Women have always existed under a system that discourages them to speak up about sexual assault. Misconduct which should have been immediately addressed goes undisclosed and unpunished for years because that system is not yet dead. Women bury assaults for fear of embarrassment or ridicule because coming forward with an old accusation is a surefire way to get it dismissed as an ancient wrongdoing.

Even if sexual assault were eradicated tomorrow, the movement would march on. Two-thirds of sexual assaults go unreported. The number is greater among college-aged students, who only report sexual assault one-fifth of the time. Every day the number of unreported assaults grows.

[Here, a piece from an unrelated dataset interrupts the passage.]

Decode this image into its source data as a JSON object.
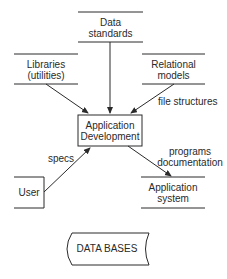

Each accusation, no matter how old, is not yet treated with deference and respect. That day is still far ahead, down a road of social progress we have not travelled far along.

Current hearings in the U.S. Senate show that to be the case. Judge Brett Kavanaugh, whom President Donald Trump nominated to be an associate justice of the U.S. Supreme Court, is saddled with sexual assault allegations from the 1980s that are complicating his confirmation hearings. Dr. Christine Blasey Ford, a former classmate of Kavanaugh’s, accused him of holding her down, putting his hand over her mouth to silence her and trying to remove her clothes at a party in 1982, according to USA Today. Her lawyer said Ford considers it to be an “attempted rape.” Those allegations first came forward Sept. 16.

On Sunday, Deborah Ramirez, a former classmate of Kavanaugh at Yale University, came forward with more allegations. She said Kavanaugh exposed himself to her and shoved his penis in her face at a dormitory room party during their freshman year of college while playing a drinking game.

Ford is appearing before the Senate Judiciary Committee Thursday to testify on the alleged assault. Ramirez is not yet scheduled to testify.

But as the hearings unfold, keep a watchful eye on how many times Ford is asked to provide vivid details from a traumatic event which allegedly happened 36 years ago. Keep close tabs on how many times she is doubted, told that her story doesn’t seem credible and asked why she failed to report this sooner. Keep a lookout for senators who tell Ford she is making it up. That it’s a smear. That it’s a witch hunt. Note the senators who act as if they know more about the assault than Ford does.

It happened to Anita Hill, who accused Judge Clarence Thomas of sexual misconduct at his confirmation hearings. Thomas is now Associate Justice Clarence Thomas. It will happen to Ford, testifying against Kavanaugh. When asked if Kavanaugh would be confirmed, U.S. Senate Majority Leader Mitch McConnell said, “We’re going to be moving forward. I’m confident we’re going to win, confident that he’ll be confirmed in the very near future,” according to Reuters. So to answer the question on everyone’s mind: Yes, Kavanaugh will likely become Justice Kavanaugh.

But in spite of his confirmation, women will not stop. They will continue to do the right thing. They will bring their stories to the Senate floor. They will speak out against their assaulters. They will keep chipping away at the stigma of being a victim. Gradually, women today will lay the groundwork for women to follow, so those who come after can have a platform from which they can speak with authority. They will make sure #MeToo never dies — that it survives until the day sexual assault is a relic of a time long past. We hope that day comes soon.